Former first lady Sandra Torres was in the lead after partial results from Guatemala's presidential election, following a tumultuous campaign that saw two leading candidates barred and the top electoral crimes prosecutor flee the corruption-weary country.
With 28 per cent of votes counted after Sunday's polls, Torres was on 24 percent while her closest rival Alejandro Giammattei was on 15 percent, the Electoral Supreme Court (TSE) said.
With a crowded field of 19 candidates, counting has been slow and no one is expected to poll more than the 50 per cent required to avoid a runoff on August 11.
After casting her ballot, Torres, of the center-left Unity of Hope party (UNE), said she was "optimistic, we've worked hard ... I'll be the first woman president." Her closest rival, Giammattei, a doctor from the conservative VAMOS party, denounced an "irregular" electoral process after several candidates were excluded from the race to succeed unpopular outgoing president Jimmy Morales.

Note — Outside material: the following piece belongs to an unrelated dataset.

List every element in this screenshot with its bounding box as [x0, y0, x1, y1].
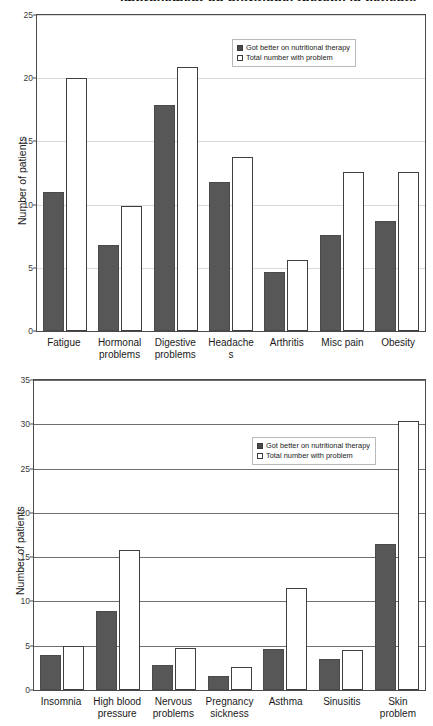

Morales had called on Guatemalans to turn out in droves to vote, but when he did so he was accosted by a young man who blasted him for being "the worst president in Guatemala's history." Morales, sporting a Guatemala football jersey, kept his calm, replying: "May God bless you, my friend." Voting went smoothly, apart from a few isolated exceptions, the TSE said.
In San Jorge, a town in the eastern Zacapa department where drug traffickers are particularly active, voting had to be suspended due to death threats made against electoral authorities, Interior Minister Enrique Degenhart said.
More From This Section
Eight million Guatemalans were eligible to vote and some 40,000 police were on duty for the election, with the military deployed to guard "critical points", including prisons.
Separately, police arrested former general Luis Mendoza in the town of Salama after he had cast his ballot.
He is accused of participating in massacres of indigenous people during Guatemala's civil war from 1960 to 1996.
Gang violence, poverty and news of the streams of US-bound Guatemalan migrants dominated campaigning.
The country's top anti-corruption campaigner, former attorney general Thelma Aldana, is not among the candidates.
She was expected to poll strongly, but was barred from running last month over allegations of irregularities dating from when she was a barnstorming public prosecutor.
Torres, a 63-year-old businesswoman, led opinion polls but was a polarizing figure from her years as first lady, and analysts believe she would struggle in a second round, given Giammattei's ability to unify the conservative vote against her.
Guatemalans also voted in congressional and municipal elections.
Torres's UNE is expected to poll strongly but fall short of a majority in the deeply fractured 160-seat Congress.
The ex-wife of former president Alvaro Colom, in power from 2008-2012, Torres has pledged health and education reforms as well as jobs to stem the flow of migrants to the US. She has vowed to oppose abortion and same-sex marriage.
Giammattei has vowed to bring back the death penalty to help crush violent gangs, fight poverty to stop migration and end "disgusting" corruption.
Three other candidates are vying for third place, with indigenous contender Thelma Cabrera building momentum as the campaign came to a close.
Monitors from the Organization of American States (OAS) led by former Costa Rican president Luis Guillermo Solis supervised the polls.
Whoever succeeds Morales faces a tough challenge tackling gang violence and poverty in Central America's most populous country.
Guatemala has one of the world's highest homicide rates: official statistics put it at 22.4 murders per 100,000 people at the end of 2018.
Around half the killings are blamed on drug trafficking and extortion operations carried out by powerful gangs.
Morales, a former TV comedian who beat Torres in a 2015 run-off, is obliged to step down under Guatemala's one-term rule.
His predecessor Otto Perez is in jail for corruption and he himself faces a graft inquiry into illegal campaign funding.
That was instigated by Aldana and the UN-backed International Commission Against Impunity in Guatemala (CICIG), which has put former presidents, ministers and business moguls in jail.
Aldana -- who fled to the United States after receiving death threats -- told AFP her exclusion was orchestrated by those she put in prison and their allies, who saw her as a "hindrance." Also barred from running was Zury Rios, daughter of late dictator Efrain Rios Montt, under constitutional rules that prevent his relatives from seeking the presidency.
And as polling stations were being prepared across the country, Oscar Schaad, the electoral court's top prosecutor, said he had been forced to flee the country, citing threats to him and his family.